2023 was also a tumultuous year for Anita, who went through a well-publicised divorce from her husband, who himself had just starred in Down Under Season Three, ensuring that their break-up gained much attention.
“It puts it out there into the world quite quickly,” says Anita of the public interest. “I didn’t really have time to think, ‘Was that the right decision?’ It was already out there. I had no choice but to accept it, which was negative in the sense that I didn’t have time to process it, but positive in that it was all done and dusted very quickly.”
Anita says that she feels in a good place as she looks in the rear-view at 2023. “I’m a strong believer that everything happens for a reason. I have no regrets in my life or any relationships I’ve had. We’re getting the house ready to sell in February. I’ll be starting my life fresh and buying a new little house for myself. I’ve got the new TV show launching next year, so it’s a nice place to be at the moment. Full of learning. I’m doing less work now and focusing on living a little more!”
Living a single life for the first time in years, we ask Kita to give advice to anyone who might see Anita on Grindr and want to ask her on a date. “If Anita is keen to meet you, then you’d be a fool not to!” her friend sweetly assures us.
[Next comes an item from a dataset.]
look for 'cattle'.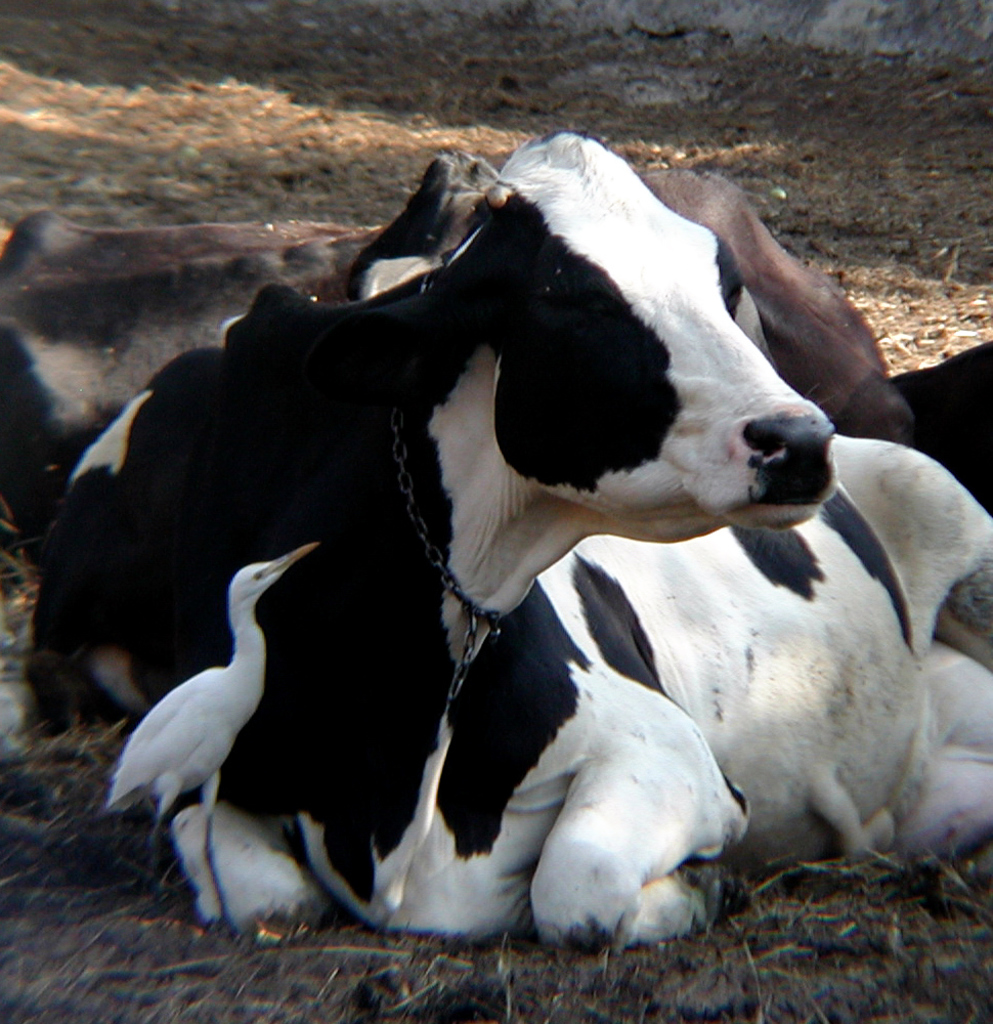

The enduring friendship the girls share has seen them survive being business partners in K Road’s famous drag restaurant, Caluzzi.
“I love ‘Wiggles’ like a family member, and I think that has made running a business easier over the years. We’re like yin and yang; whatever my flaws are have been Anita’s strengths, and whatever Anita isn’t confident in, I’ve been able to boost her up!” Kita explains.
“We’re the only two people in each other’s lives who have had really illustrious drag careers. There are certain things that she and I have experienced that nobody else on this planet has experienced together. It’s definitely not always been roses, but that really bonds us. We could write a genuinely very entertaining book about the history of us two. We’re each other’s biggest supporters, and it just works so beautifully in business!” she concludes warmly.
“We are each other’s biggest supporters,” confirms Anita with a wry smile before adding, “but we’re also complete bitches to each other! We’ll always be encouraging, but we are also ruthless to each other! I like to pretend that I’m nice and pure and that it is Kita that leads me astray. But really, I think we both like leading each other astray at any moment we can!” she tells us, as cackles commence from both of them.
Article | Oliver Hall.
Photos | Kita Mean self-portrait, and Anita Wigl’it by Peter Jennings.